Week 9: Part Two, Chapter 8 — Practice Four: Silence and Solitude

All 8 questions

Read Part Two, Chapter 8 of The Ruthless Elimination of Hurry. Key passages: Mark 1:35; Luke 5:15–16; Matthew 14:23.

1.Comer describes silence and solitude as one combined practice — you cannot really have one without the other. How does that pair differ from simply being alone, or from introverted recovery time? What is the specifically spiritual dimension of it?

2.He quotes multiple studies showing that people would rather give themselves electric shocks than sit alone with their thoughts for fifteen minutes. Does that statistic surprise you? What does it reveal about our relationship to our own interior life?

+ 6 more questions

Week 10: Part Two, Chapter 9 — What to Do with Your Evening

All 8 questions

Read Part Two, Chapter 9 of The Ruthless Elimination of Hurry. Key passages: Genesis 1 (the recurring phrase "and there was evening and there was morning"); Psalm 127:2.

1.Comer observes that in Genesis 1, each day of creation begins with evening — "there was evening and there was morning." He reads this as a theological statement: rest precedes work; we begin our day not by striving but by receiving. How does that inversion of the typical "get up and grind" morning mentality strike you?

2.He argues that our evening routines either prepare us for genuine rest and receptivity or they accelerate the anxious momentum of the day right up to the moment we close our eyes. What does your typical evening actually look like? Be honest.

+ 6 more questions

Week 11: Part Two, Chapter 10 — What to Do with Your Morning

All 8 questions

Read Part Two, Chapter 10 of The Ruthless Elimination of Hurry. Key passages: Mark 1:35; Psalm 5:3; Proverbs 4:23.

1.Comer describes his own morning routine in some detail — waking before the household, making coffee, sitting in silence, reading Scripture, praying — and acknowledges it took years to develop and protect. What is your current morning routine? Does it feel designed or default?

2.He argues that the first twenty minutes of the morning disproportionately shape the emotional and spiritual texture of the entire day. Do you believe that is true from your own experience? What evidence would you point to?

+ 6 more questions

Week 12: Conclusion — The Unhurried Life

All 8 questions

Read the Conclusion of The Ruthless Elimination of Hurry. Key passage: Matthew 11:28–30 (revisited).

1.Comer ends where he began — with the invitation of Jesus in Matthew 11: "Come to me, all who are weary and burdened, and I will give you rest." After reading the whole book, does that invitation feel more real and accessible to you than when you started? Why or why not?

2.He is honest in the conclusion that he is still a work in progress — that the unhurried life is not a destination he has arrived at but a direction he is moving in.
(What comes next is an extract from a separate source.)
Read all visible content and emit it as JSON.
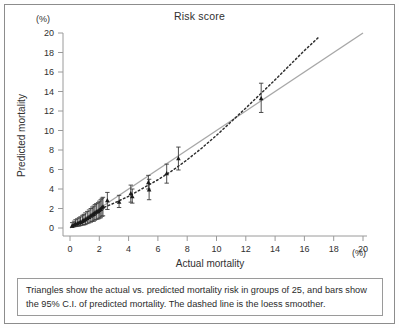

How does that admission affect your posture toward the practices in this book? Does it relieve pressure or disappoint you?

+ 6 more questions

Week 13: Review & Reflection — The Whole Journey

All 8 questions

No new reading this week. Review your notes, journal entries, and any margins you wrote in throughout the book.

1.Looking back over the entire book, which chapter or idea landed with the most force for you personally? What was it about that moment that broke through?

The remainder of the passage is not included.